Sprott’s $200M Uranium Blitz: Powering Up for a Nuclear Party
Sprott’s $200M Uranium Grab Signals Nuclear Energy’s Radiant Comeback

In a move that’s sparking buzz in the investment world, Sprott Physical Uranium Trust (SPUT) has just dropped a bombshell: a beefy $200 million bought deal financing, upsized from an earlier $100 million plan due to sizzling investor demand (1). Announced on June 16, 2025, this deal is set to supercharge the Trust’s uranium stash, and it’s got the market humming with anticipation. With uranium poised to fuel the world’s growing appetite for clean energy, Sprott’s latest play is a confident wink at the nuclear renaissance. Let’s unpack this high-voltage move and why it’s got investors buzzing.
The deal, brokered by Canaccord Genuity Corp., sees SPUT selling 11,600,000 units at a cool $17.25 each, raking in a gross haul of $200,100,000 (2). The net proceeds per unit are guaranteed to match at least 100% of the Trust’s most recently calculated net asset value, ensuring investors get a fair shake (3). Set to close on or about June 20, 2025, pending Toronto Stock Exchange approval, this financing is a strategic grab for physical uranium—think uranium oxide in concentrates and uranium hexafluoride—to bolster SPUT’s core mission of holding the real stuff (4). It’s a move that screams confidence in uranium’s future, and the market’s already giving it a standing ovation, with SPUT units jumping 4% to $17.66 in Toronto trading on announcement day (5).
Why the rush to stockpile uranium? The global energy landscape is shifting faster than a reactor in overdrive. Nuclear power, once the wallflower of the energy sector, is now strutting its stuff as a zero-carbon hero. With electrification, AI data centers, and global decarbonization goals driving demand, uranium’s outlook is glowing brighter than a Chernobyl control room (in a good way, of course). Spot prices, though, have been on a bit of a rollercoaster, dipping 13.26% to $64.83 per pound in Q1 2025 from $74.74 at year’s start (6). But don’t let the short-term wobble fool you—long-term prices are holding steady around $80 per pound, and experts are betting on a rebound as demand surges (7). Analysts predict steady production in 2025, with nuclear’s role in powering everything from EVs to AI servers pushing uranium into the spotlight (8).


WORK REQUEST
Across the entries below, how many lines contain the word "button"? Give the number alone.
-=-=-
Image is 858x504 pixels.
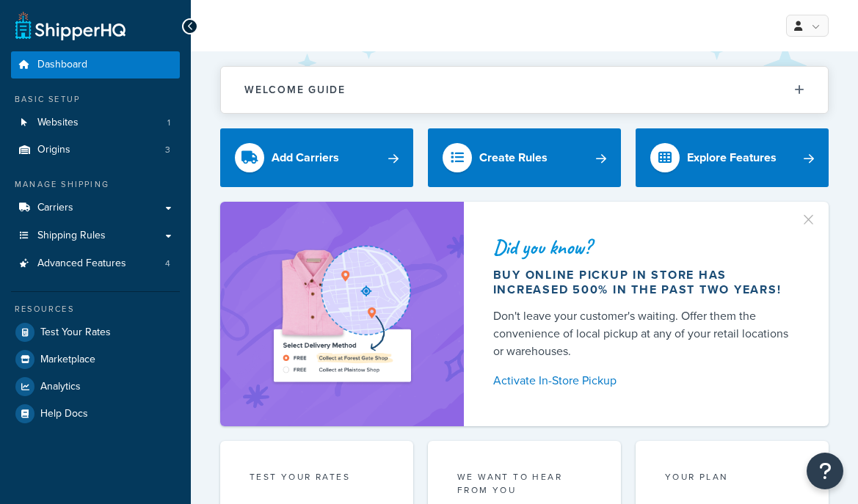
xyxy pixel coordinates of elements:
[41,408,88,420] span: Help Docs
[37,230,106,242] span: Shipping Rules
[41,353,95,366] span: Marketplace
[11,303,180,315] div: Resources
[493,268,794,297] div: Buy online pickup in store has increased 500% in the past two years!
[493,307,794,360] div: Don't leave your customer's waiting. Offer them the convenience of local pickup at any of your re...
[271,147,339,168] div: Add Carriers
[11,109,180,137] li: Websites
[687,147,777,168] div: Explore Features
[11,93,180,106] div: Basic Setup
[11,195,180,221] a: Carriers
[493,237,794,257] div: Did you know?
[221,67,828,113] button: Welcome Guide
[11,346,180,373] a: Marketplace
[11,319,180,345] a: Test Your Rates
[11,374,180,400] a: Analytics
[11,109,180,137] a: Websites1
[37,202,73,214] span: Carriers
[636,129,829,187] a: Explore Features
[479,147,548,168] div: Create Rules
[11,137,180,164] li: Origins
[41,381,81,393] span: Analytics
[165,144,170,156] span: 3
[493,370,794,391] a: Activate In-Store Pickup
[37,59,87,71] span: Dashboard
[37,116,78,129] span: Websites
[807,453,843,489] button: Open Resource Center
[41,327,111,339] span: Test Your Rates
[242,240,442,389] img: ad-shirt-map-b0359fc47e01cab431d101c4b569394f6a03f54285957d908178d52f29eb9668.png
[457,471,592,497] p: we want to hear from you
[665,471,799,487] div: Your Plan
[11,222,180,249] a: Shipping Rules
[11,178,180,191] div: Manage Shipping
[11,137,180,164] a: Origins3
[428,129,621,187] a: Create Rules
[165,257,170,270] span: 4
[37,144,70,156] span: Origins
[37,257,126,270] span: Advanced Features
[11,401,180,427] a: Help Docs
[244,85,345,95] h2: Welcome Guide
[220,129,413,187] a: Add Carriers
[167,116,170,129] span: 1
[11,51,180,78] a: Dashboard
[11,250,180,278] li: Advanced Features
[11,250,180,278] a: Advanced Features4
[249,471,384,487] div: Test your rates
-=-=-
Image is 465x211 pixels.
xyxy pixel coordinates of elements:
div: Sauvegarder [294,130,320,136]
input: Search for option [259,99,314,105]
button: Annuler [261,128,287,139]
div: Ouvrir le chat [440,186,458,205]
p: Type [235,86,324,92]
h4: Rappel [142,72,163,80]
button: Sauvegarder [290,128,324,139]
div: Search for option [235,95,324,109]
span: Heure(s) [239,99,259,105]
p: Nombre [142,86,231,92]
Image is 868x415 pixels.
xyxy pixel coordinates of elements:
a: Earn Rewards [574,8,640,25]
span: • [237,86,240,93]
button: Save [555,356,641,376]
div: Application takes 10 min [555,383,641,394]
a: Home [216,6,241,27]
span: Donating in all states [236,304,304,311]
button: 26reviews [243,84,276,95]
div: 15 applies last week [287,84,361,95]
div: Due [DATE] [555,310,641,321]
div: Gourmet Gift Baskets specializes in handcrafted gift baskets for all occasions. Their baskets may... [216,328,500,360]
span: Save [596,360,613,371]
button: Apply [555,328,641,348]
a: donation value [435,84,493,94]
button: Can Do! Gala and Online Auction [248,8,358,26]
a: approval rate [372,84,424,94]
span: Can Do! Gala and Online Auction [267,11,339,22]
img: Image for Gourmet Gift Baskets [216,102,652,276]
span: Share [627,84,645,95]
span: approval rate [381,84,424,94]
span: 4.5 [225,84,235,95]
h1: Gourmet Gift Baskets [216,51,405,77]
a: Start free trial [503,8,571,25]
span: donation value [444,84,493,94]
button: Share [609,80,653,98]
-=-=-
RESPONSE BELOW
9